Alex Giurgiu (alex@giurgiu.io)
From this
To this
Why not use one of the mentioned solutions?
Most of them require you to write your application/workload in a custom way. To totally give in to their way of doing things.
But (I)we want to run the old/legacy applications, while gaining the same advantages
Our goals are similar
Container
Inputs
(binaries,code,packages, etc)
External services
Build process
State
"common enough that a generalized solution can be devised"
"should be applicable to both in-house or external applications"

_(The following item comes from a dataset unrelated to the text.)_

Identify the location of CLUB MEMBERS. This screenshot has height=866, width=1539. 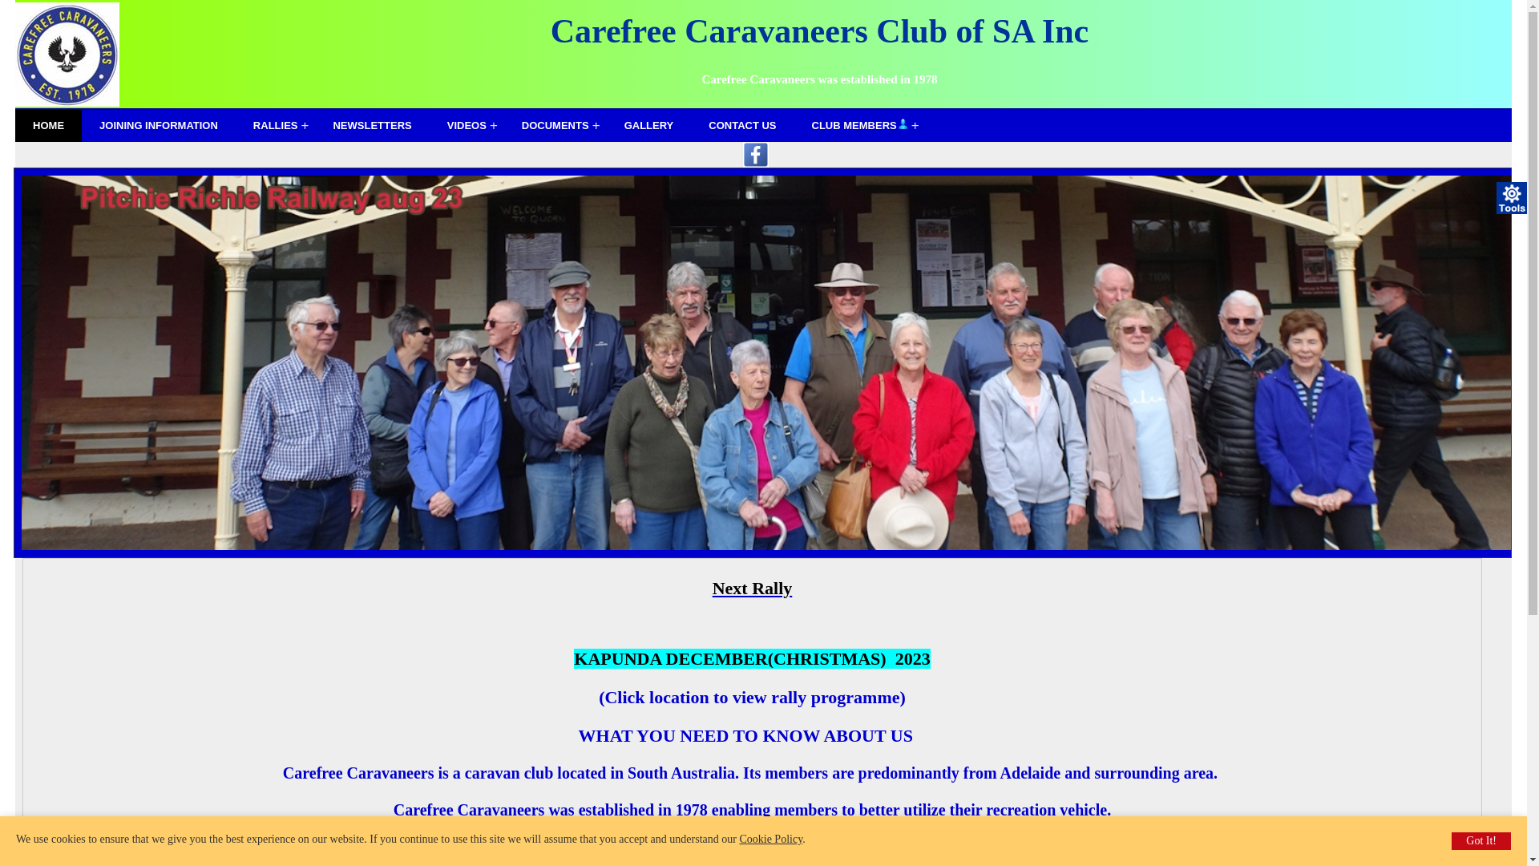
(860, 126).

- bring the state locally, relative to where the container runs
- should be taken care by your deployment/PaaS solution
- advantages: write/read speeds, reliability
- disadvantages: potentially slow deploys, complex orchestration
- keep state remotely and "mount" it where the application is deployed
- can be done by your PaaS solution or by the container itself
- advantages: simpler to orchestrate, fast deploys
- disadvantages: write/read speeds, (un)reliability
Flocker - https://github.com/ClusterHQ/flocker
?
(service discovery)
(service discovery)
(service discovery)
Can be done
Most importantly, each container should provide metadata about the service its running.
2 perspectives
(monitoring)
(monitoring)
(monitoring)
(DTrace for Linux)
(logging)
Multiple approaches
(logging)
What do we do about log ordering?
(authentication)
(authorization)
Easy way
- mount external volume that contains credentials, ssh keys or even ssh agent sockets
- doesn't require authentication
- increases the complexity of your deployment solution
Hard way
- store credentials in a centralized service
- requires some form of authentication
- decreases complexity in your deployment solution
(authorization)
Crypt and Consul(or etcd)
(image build service)
Git and Jenkins?
Simple workflow
commits code
Git post commit hook
Github webhook
Jenkins test
and build
Push to
registry
Container
Inputs
(binaries,code,packages, etc)
Build process
Basic build process
Docker registry
https://github.com/docker/docker-registry
Artifactory
http://www.jfrog.com/open-source/
(image registry)
(image registry)
The network is the last bastion of inflexibility.